I'm having trouble with proving the following:
Let $a > 0$ be a positive real number. Show that the function $f : \mathbb{R} \rightarrow \mathbb{R}$ defined by $f(x) := a^x$ is continuous.
I'm a first year mathematics student, so I am trying to prove this in a way that is understandable to me, a delta epsilon proof. Could you help me with this?
Thanks in advance!

For any positive real number a, ax is defined to mean exp(x ln a) where ln is the inverse of exp. It can be shown that for any 2 functions f and g, if f is continuous on R and g is a linear function with nonzero slope, f ∘ g is continuous so for any positive real number a, if exp(x) is continuous on R, then exp(x ln a) is continuous on R but ax = exp(x ln a) so ax is continuous on R if exp(x) is continuous on R. Exp(x) is defined to be the unique function with domain R that both is its own derivative and assigns 1 to 0. It can be shown that a function with that property exists because 1 + x + x2/2! + x3/3! + x4/4! ... has that property. It can also be shown that the any function with that property has an inverse with domain (0, ∞) and derivative 1/x over its domain that assigns 0 to 1 but according to https://proofwiki.org/wiki/Zero_Derivative_implies_Constant_Function, all functions that have a 0 derivative in any interval are constant in that interval, so any two functions with domain R that are their own derivative and assign 1 to 0 must have the same inverse and so must be the same function. Therefore, there is exactly one funtion from R to R that's its own derivative and assigns 1 to 0, so we can call it exp(x). Finally, for any x, for any δ in interval (0, exp(x)), we can chose ɛ = δ/2exp(x) and the exp of any real number within (x - ɛ, x + ɛ) will be within (exp(x) - δ, exp(x) + δ) so by definition exp(x) is continuous. Finally, since exp(x) is continuous, ax is continuous for any positive real number a.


■ Required work ■
Taking the records line by line, how many lines contain the word "japanese"? Answer with the number only.

Provided records START

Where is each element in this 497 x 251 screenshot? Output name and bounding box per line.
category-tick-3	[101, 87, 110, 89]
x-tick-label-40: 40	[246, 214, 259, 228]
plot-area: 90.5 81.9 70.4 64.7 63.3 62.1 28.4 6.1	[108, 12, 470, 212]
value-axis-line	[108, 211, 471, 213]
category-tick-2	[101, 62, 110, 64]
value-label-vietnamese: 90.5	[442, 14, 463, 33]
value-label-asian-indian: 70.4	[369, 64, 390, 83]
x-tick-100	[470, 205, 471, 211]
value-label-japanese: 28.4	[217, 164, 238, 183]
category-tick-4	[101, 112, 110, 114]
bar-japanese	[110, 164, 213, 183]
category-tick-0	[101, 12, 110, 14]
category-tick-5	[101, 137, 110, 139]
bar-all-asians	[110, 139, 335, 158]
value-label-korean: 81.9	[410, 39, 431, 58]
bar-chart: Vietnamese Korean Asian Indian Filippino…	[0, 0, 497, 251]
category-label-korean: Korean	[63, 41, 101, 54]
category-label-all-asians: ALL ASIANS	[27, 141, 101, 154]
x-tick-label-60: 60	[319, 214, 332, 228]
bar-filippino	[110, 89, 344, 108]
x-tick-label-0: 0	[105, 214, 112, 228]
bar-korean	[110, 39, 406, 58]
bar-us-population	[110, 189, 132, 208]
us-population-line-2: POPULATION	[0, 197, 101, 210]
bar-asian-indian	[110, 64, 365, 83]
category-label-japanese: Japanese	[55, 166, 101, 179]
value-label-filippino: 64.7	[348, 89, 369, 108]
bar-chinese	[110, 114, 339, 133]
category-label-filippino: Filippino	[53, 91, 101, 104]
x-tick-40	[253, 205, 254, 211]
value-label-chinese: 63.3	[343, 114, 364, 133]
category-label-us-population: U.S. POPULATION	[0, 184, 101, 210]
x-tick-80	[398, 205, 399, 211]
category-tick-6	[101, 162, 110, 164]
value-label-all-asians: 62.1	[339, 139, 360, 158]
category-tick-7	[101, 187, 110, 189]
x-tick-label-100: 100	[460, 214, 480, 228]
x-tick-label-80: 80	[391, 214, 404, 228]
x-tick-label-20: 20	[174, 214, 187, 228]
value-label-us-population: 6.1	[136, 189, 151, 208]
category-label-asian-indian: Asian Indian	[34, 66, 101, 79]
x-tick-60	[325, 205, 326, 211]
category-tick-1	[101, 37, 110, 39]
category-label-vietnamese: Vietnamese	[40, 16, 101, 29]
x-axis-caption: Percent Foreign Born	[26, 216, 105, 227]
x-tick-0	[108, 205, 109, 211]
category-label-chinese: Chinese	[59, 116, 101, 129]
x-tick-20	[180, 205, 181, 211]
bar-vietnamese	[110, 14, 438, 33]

Provided records END

■ Your solution ■
3